Rice University researcher honoured with Texas academy’s O’Donnell Award
Rice University structural engineer Jamie Padgett has earned one of Texas’ highest academic honors, the Edith and Peter O’Donnell Award in Engineering from The Academy of Medicine, Engineering and Science of Texas (TAMEST).
Given annually since 2006, O’Donnell Awards are individual honors that include a $25,000 honorarium and recognize rising stars in five research categories. Padgett, the Stanley C. Moore Professor in Engineering and chair of the Department of Civil and Environmental Engineering, was recognized for her life-saving research in infrastructure sustainability and resiliency in hazard-prone regions.
Padgett’s research focuses on identifying and minimizing the risks that earthquakes, storms, corrosion and other hazards pose to critical infrastructure, including highways and industrial facilities. Instead of looking at a single threat, like how a bridge will perform in an earthquake, Padgett’s research group studies multiple hazards and multiple threats that systems of infrastructure face over time. The research bolsters public safety and has led to strategies for enhancing the reliability, resilience and sustainability of both infrastructure and communities.
“Jamie Padgett is exceptionally talented and has always been at the forefront of not just looking at the built environment as it relates to natural hazards but also at how our social systems and behaviors interact and are impacted as well,” said Rice President Reginald DesRoches, a faculty colleague in Padgett’s department who nominated her for the award. “She gets that you can’t look at everything in silos, especially when it comes to infrastructure systems. You must look at the interdependencies and come up with a multihazard approach, which makes the work much more complex.”
Other 2023 O’Donnell Award winners with Rice ties are Baylor College of Medicine’s Erez Lieberman Aiden, who was honored for research in physical sciences, and ConocoPhillips’ Chengbo Li, who was recognized for technology innovation. Aiden, an associate professor of molecular and human genetics at Baylor College of Medicine, is a senior scientist at the Rice-based Center for Theoretical Biological Physics and an adjunct faculty member in Rice’s Department of Computer Science. Li, a staff geophysicist at ConocoPhillips, received his doctorate in computational and applied mathematics from Rice in 2011.
TAMEST will present the 2023 O’Donnell Awards at its annual meeting in Houston in May.
Padgett’s O’Donnell honor comes on the heels of being awarded one of only five $1 million 2022 BRITE Fellow grants from the National Science Foundation’s Boosting Research Ideas for Transformative and Equitable Advances in Engineering program. Announced in December, the five-year grants allow established leaders in their field to pursue high-risk, high-reward research. Padgett’s BRITE project will support climate justice and equitable disaster resilience by creating adaptable models that address inequities in data collection and algorithms.
Padgett is a fellow of the Structural Engineering Institute of the American Society of Civil Engineering (ASCE) and was a founding chair of the institute’s technical committee on multiple hazard mitigation. She served on the ASCE reconnaissance team that assessed damage to bridges and highways caused by Hurricane Katrina, and she has represented the United States at the National Academy of Engineering China-America Frontiers of Engineering Symposium in China. Her previous honors include a 2011 NSF CAREER Award and the 2017 ASCE Walter L. Huber Civil Engineering Research Prize.
Co-founded in 2004 by Rice Nobel laureate Richard Smalley, TAMEST is a 330-member organization composed of Texas-based Nobel laureates and members of the National Academy of Sciences, the National Academy of Medicine, the National Academy of Engineering and the Royal Society.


Starting with the line that contains "Identify the location of a: Contacts." and stopping after the line that contains "This screenshot has width=625, height=354.", return each line below exactly as written, with no others.

[[ INFORMATION PROVIDED open ]]

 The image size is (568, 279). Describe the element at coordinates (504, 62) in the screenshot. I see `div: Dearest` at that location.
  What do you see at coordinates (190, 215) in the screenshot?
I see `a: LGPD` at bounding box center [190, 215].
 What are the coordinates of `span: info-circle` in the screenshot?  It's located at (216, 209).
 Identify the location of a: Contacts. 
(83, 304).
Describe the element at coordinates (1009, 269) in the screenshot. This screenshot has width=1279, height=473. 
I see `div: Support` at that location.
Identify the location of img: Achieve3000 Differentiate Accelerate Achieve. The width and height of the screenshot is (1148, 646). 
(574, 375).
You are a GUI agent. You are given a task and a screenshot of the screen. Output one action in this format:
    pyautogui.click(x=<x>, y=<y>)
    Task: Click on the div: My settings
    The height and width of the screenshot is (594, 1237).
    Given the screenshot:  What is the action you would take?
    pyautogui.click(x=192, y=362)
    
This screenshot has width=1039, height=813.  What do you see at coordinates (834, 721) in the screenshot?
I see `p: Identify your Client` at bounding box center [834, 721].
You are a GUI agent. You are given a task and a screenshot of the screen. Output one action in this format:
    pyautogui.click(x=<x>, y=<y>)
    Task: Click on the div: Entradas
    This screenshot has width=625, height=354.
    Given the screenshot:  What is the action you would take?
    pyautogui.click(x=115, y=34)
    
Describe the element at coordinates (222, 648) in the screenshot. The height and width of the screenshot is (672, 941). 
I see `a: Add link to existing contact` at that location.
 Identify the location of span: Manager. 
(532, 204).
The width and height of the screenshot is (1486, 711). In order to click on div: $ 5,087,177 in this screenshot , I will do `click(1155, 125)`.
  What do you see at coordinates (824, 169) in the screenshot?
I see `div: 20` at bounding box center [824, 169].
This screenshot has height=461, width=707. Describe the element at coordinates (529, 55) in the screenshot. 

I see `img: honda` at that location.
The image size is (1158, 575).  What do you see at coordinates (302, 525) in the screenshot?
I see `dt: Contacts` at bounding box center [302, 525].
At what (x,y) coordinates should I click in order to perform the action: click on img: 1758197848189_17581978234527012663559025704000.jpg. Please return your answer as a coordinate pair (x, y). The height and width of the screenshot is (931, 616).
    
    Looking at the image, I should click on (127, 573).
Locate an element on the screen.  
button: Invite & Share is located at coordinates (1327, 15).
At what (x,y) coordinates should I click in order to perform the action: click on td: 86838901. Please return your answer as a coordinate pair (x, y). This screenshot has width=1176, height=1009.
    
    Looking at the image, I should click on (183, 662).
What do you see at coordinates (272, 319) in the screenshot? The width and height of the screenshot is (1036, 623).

[[ INFORMATION PROVIDED closed ]]

» COMPLETED EXERCISE:
 Identify the location of a: Contacts. 
(83, 304).
Describe the element at coordinates (1009, 269) in the screenshot. This screenshot has width=1279, height=473. 
I see `div: Support` at that location.
Identify the location of img: Achieve3000 Differentiate Accelerate Achieve. The width and height of the screenshot is (1148, 646). 
(574, 375).
You are a GUI agent. You are given a task and a screenshot of the screen. Output one action in this format:
    pyautogui.click(x=<x>, y=<y>)
    Task: Click on the div: My settings
    The height and width of the screenshot is (594, 1237).
    Given the screenshot:  What is the action you would take?
    pyautogui.click(x=192, y=362)
    
This screenshot has width=1039, height=813.  What do you see at coordinates (834, 721) in the screenshot?
I see `p: Identify your Client` at bounding box center [834, 721].
You are a GUI agent. You are given a task and a screenshot of the screen. Output one action in this format:
    pyautogui.click(x=<x>, y=<y>)
    Task: Click on the div: Entradas
    This screenshot has width=625, height=354.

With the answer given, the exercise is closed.